An average family of four on food stamps will see their benefits decline by $36 per month starting Friday, while Congress debates further reductions to a program that ballooned during the recession and now covers 1.9 million Georgians.
Friday’s 5.5 percent benefit cut is due to an expiring piece of the 2009 stimulus law, and there is no real effort under way to reverse the cuts for 47 million recipients nationwide.
Today, Congressional negotiators meet for the first time on how to resolve the differences between a House bill that cuts food stamps by an estimated $39 billion over 10 years and a Senate version that trims the program by $4 billion. The chambers’ farm bills also change the way agriculture subsidies work, eliminating direct cash payments to farmers.
Two Georgia Republicans — Sen. Saxby Chambliss and Rep. Austin Scott of Tifton — are on the House-Senate conference committee faced with the tricky task of resolving the chambers’ dueling visions. The Farm Bill has been expired for more than a year amid continued debate over farm policy and nutrition programs such as food stamps.
The recession sent food stamp costs spiraling to a record $80 billion last year, making it a bigger bulls-eye for lawmakers looking to reduce the deficit. But defenders of the Supplemental Nutrition Assistance Program, as it is formally known, argue that the safety net must expand in bad times and will shrink as the economy improves. The number of Georgians receiving the benefits declined slightly from June to July, according to initial U.S. Department of Agriculture data.
Cutting food stamps will place the Atlanta Community Food Bank under an impossible strain, said founder Bill Bolling. He said the food bank has doubled in size during the past four years, as donors have stepped up in response to tough times, but it does a small fraction of what the federal government can do.
“Everybody is working harder, doing more with less, trying to stretch our resources,” Bolling said. “It’s very difficult at this stage to figure out how to do more.”
The most controversial piece of the House bill is new work requirements for food stamp recipients.
Able-bodied working-age adults without children would be required to find a job or be enrolled in job training for more than 20 hours a week to receive benefits for longer than three months. This provision brings back a requirement that had been lifted for high-unemployment states such as Georgia.
States also could choose to add a work requirement for adults with children, and state governments would get to keep half of the federal money they save from having fewer people on the rolls — a strong enticement for cash-strapped states.
Among other changes, the bill would prevent states and the USDA from advertising food stamps and would ban lottery winners from receiving them.
Ken Hardy, a retiree in Woodstock, supports the changes.

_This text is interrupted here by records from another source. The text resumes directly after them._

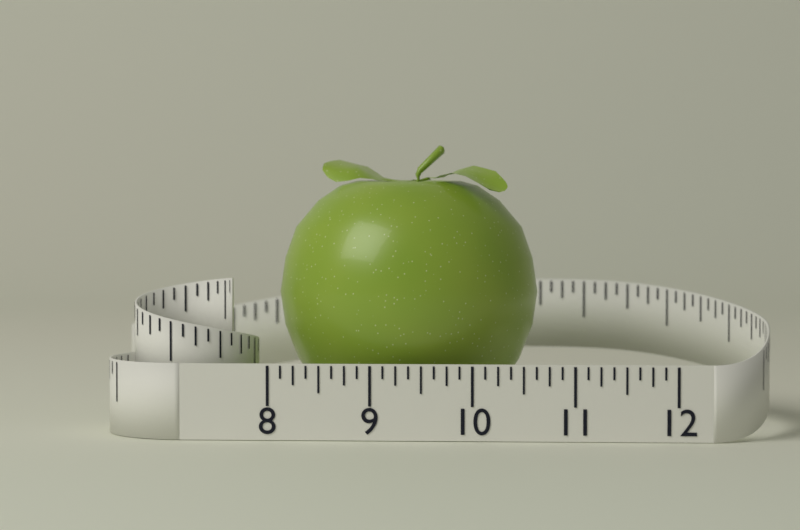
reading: 10.625 (no unit)
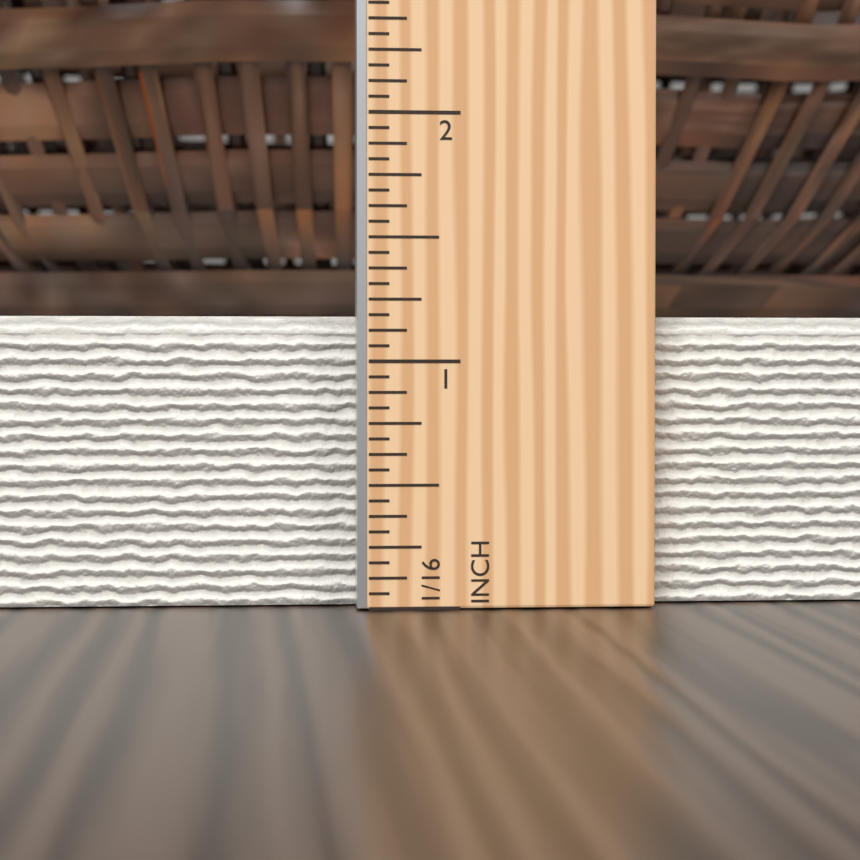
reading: 1.1875 in
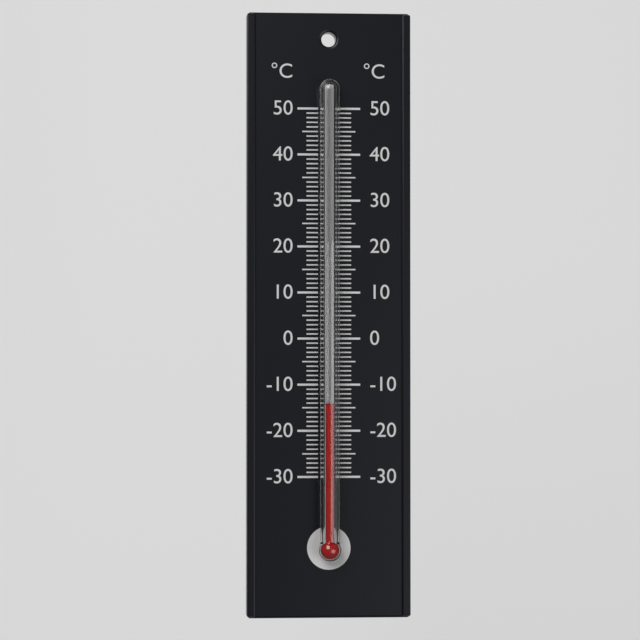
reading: -14 °C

Serving on a citizens review panel for juvenile court cases in Cherokee County, Hardy said he comes across people for whom government benefit programs are a way of life.
“You want to see the needy people who really need the service get it and you want to see the scammers intent on getting a freebie get the hell off of it,” Hardy said.
Passions can be inflamed by headline-grabbing reports of fraud, including a Fox News report this summer about a California surfer purchasing sushi and lobster with his food stamps.
But USDA data show payment error rates have hit record lows.
In fiscal 2011, the most recent data available, USDA found $15 million in fraudulent payments in Georgia. Thousands were booted from the program, and the government won 32 criminal convictions.
Atlanta Democratic U.S. Rep. David Scott said Republicans who seek to cut the program have a mistaken view of recipients at a time when an estimated 900,000 veterans, for example, receive benefits.
“They look at it as lazy folks, lazy black people, urban people, immigrants,” Scott said. “That’s an image thing.”
The Senate farm bill limits state coordination between food stamps and home heating assistance for poor people. The House bill adopts that provision and adds more restrictions, including the work requirements and an elimination of “categorical eligibility” where states can enroll people for food stamps if they qualify for other federal assistance.
The nonpartisan Congressional Budget Office estimated the House proposal would remove at least 3.8 million people from the food stamp rolls next year.
“Our goal is to … get the program back to what it’s supposed to be, which is temporary assistance for people who need the help,” Austin Scott said.
“Over the last several years it’s moved from that into essentially a way of life and, quite honestly, it robs those very people who have become dependent on that program from the economic opportunities that come from work.”
The bills also make big changes in farm subsidy programs, saving billions by doing away with direct cash payments to farmers in favor of a choice between crop insurance and “target prices” for commodities. If crops fall below the target price, a subsidy would kick in.
The House target prices are more generous than the Senate’s, but Chambliss predicted that gap could be bridged fairly easily.
Bigger differences include the structure of the law, as the House split the farm-subsidy and nutrition programs into separate bills, which conservatives argue will make it easier to reform them.
By approving a single bill, the Senate kept the rural-urban, farm-nutrition political alliance that has sustained farm bills for decades.
Chambliss said he expects today’s meeting to be “ceremonial,” and that, with the House at home next week, it will be mid-November before serious work can begin. A deadline looms Jan. 1, when without a new agreement milk prices will skyrocket as price supports from 1949 kick back in.
“Unfortunately there’s not a lot of conversation going on right now between the conferees about trying to find that middle ground,” Chambliss said.